Available in both 10G Copper (10GBASE-T) and 10G fiber (SFP+) versions, these switches feature wire speed 10-Gigabit Ethernet switching, routing and ultra-low latency.
“A user-friendly management interface is important for a lot of reasons. For example, not all network administrators are highly certified IT professionals—especially in small businesses, schools, offices and SOHO environments,” Steven Olen, D-Link’s director of product marketing for business solutions, told eWEEK. “D-Link provides networking equipment for all these markets, and understands the importance of easy-to-use technology.”
Olen explained the company recently worked with a small school that had no IT staff.
“Instead, one or two members of the teaching faculty took on double-duty and handled their IT needs,” he said. “For situations like this, D-Link finds a lot of utility with our intuitive, user-friendly graphical user interface.
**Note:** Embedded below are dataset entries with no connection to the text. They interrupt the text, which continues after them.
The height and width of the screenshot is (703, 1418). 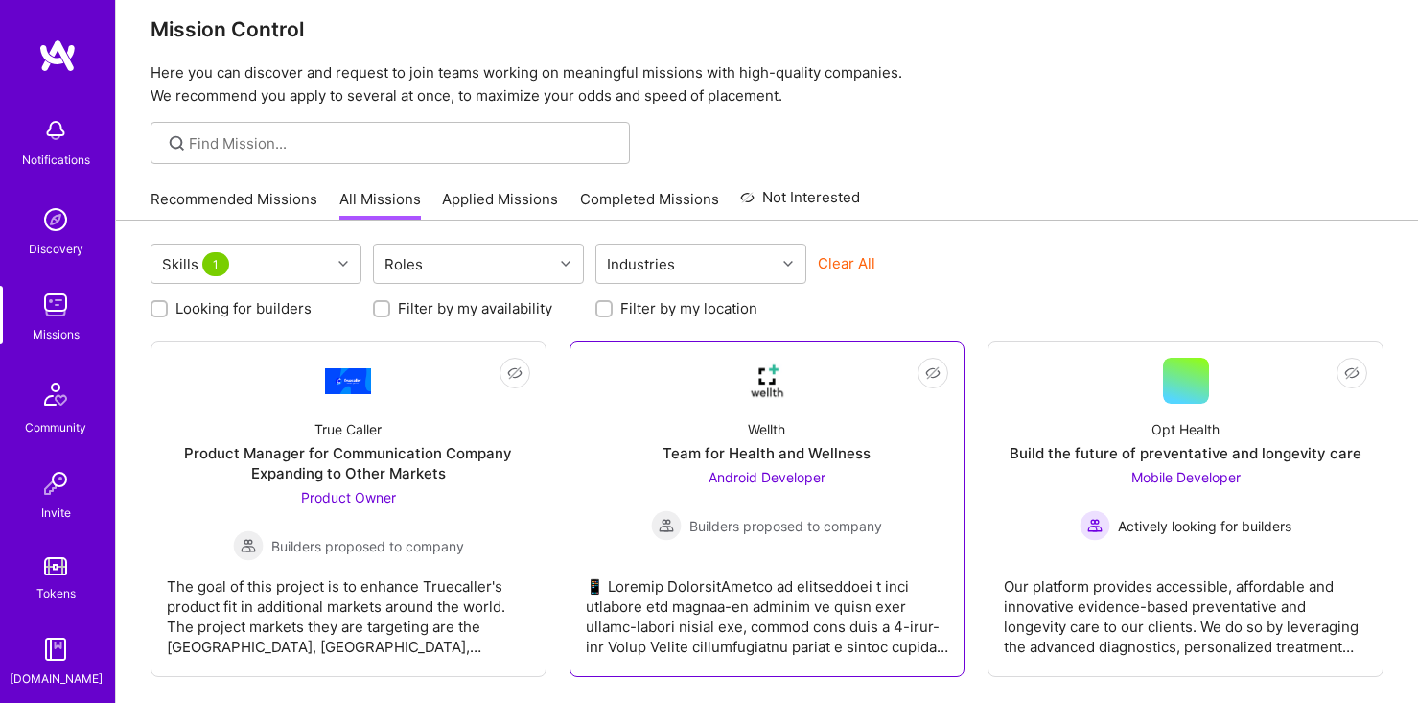 I want to click on div: Team for Health and Wellness, so click(x=766, y=453).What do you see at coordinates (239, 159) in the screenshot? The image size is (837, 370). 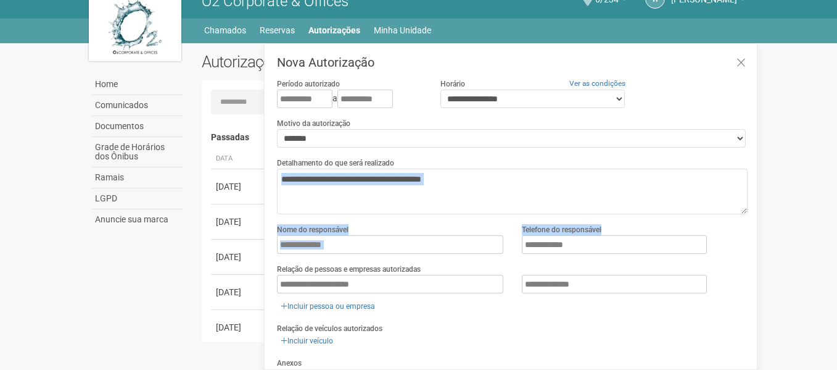 I see `th: Data` at bounding box center [239, 159].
It makes configuration, management and monitoring easy, even for non-IT professionals.”
Olen explained that for more network-savvy professionals, D-Link managed switches—such as the new DXS-3400—can also be managed using an industry-standard command line interface (CLI), and users can select the best method to suit their needs.
“One data management challenge SMBs face is that every network needs Ethernet switches, yet networks can be very different in terms of the requirements for those switches,” Olen said.
Switches have an internal database and need to remember a lot of different things, including MAC addresses, IPv4 addresses, IPv6 addresses, VLAN membership and VPN information, he said.
A simple Layer 2 network will rely mostly on MAC addresses, for example, and these switches will need large MAC tables.
On the other hand, switches in a complex Layer 3 network in an IPv6 environment will need larger IPv6 Host Tables.
“Most switches have fixed memory capacities for these tables, and because a one-size-fits-all approach doesn’t always work, their databases can often be overwhelmed,” Olen said.
Along with the recently introduced DGS-3630 Series Gigabit switches, the new DXS-3400 switches also support an innovative feature called switch resource management (SRM), which provides resource configuration flexibility that allows network administrators to allocate more system resources for tables that require more entries, and prevents wasting resources on unused functions.
The DXS-3400 Series switches support three SRM modes—IP Mode, LAN Mode and L2 VPN Mode—which modify the size of the Layer 2 and 3 tables for optimum efficiency.